Maybe you have to move. Maybe you can’t get that degree. Maybe you give up dating for a year while you work at a startup. Maybe some things aren’t in the picture.

When you can look at doing what you love and know what you have to give up, then you’ve really got it going.

Passion

Finally, it can be a driver.

This is also powerful. When we care, really care, we’re motivated. When we are really motivated we work hard. Sometimes we work hard even though we’re awful at things, and then get better at it.

Knowing what you love lets you know why you’re motivated. Indeed it lets you be motivated.

Conclusion

“Do What You Love” is valuable – as long as we get beyond the B.S. and use it as a call to understand ourselves and our goals and our situations. It’s best when it helps us get real.

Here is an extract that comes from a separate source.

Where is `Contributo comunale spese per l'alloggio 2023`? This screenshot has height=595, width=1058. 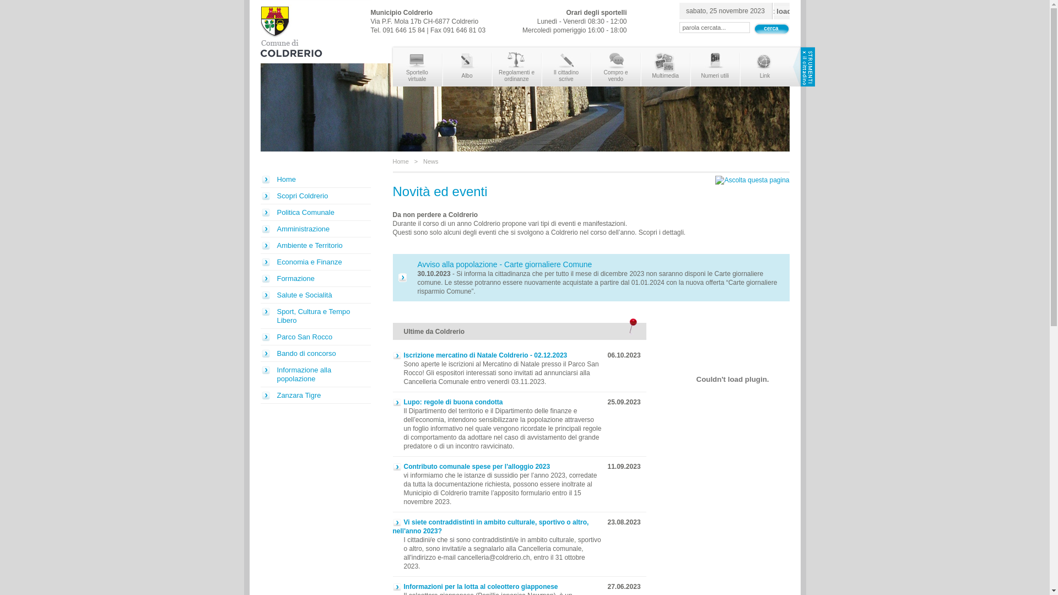
Contributo comunale spese per l'alloggio 2023 is located at coordinates (471, 467).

So, I’m not ready to give up on it.

But as noted, I am ready to call out how it’s misused. Let’s forget namby-pamby fluffy advice. Let’s use “Do What you Love” to take a hard look at what’s important, to get deep, get motivated, and get real.

Dreams are best, at times, when they become reality. Reality has hard, but oh-so-real edges.

– Steven Savage

Steven Savage is a Geek 2.0 writer, speaker, blogger, and job coach.  He blogs on careers at http://www.musehack.com/, publishes books on career and culture at http://www.informotron.com/, and does a site of creative tools at http://www.seventhsanctum.com/. He can be reached at https://www.stevensavage.com/.

The Dark Side Of “Do What You Love” – The Job

office cube work

(Steve continues his descent into the pains of the job world that the flip advice “Do What You Love” avoids, doesn’t cover, or even actively keeps us from facing. Now, we’ll look at what happens when you actually get that dream job.”)

So you decided to “Do What You Love” for a living, and actually are doing it for a living. You overcame your circumstances, your ignorance, educational challenges, and more. By luck, pluck, or co-incidence you’re there. Congrats.

And you should be congratulated. Judging from a lot of people I talk to they’re no where near living their dreams, even the realistic ones. Please, contact me so you can blog here.

But now that you’re in the job, well, there’s a few things “Do What You Love” doesn’t cover. Like how much it’s probably going to suck.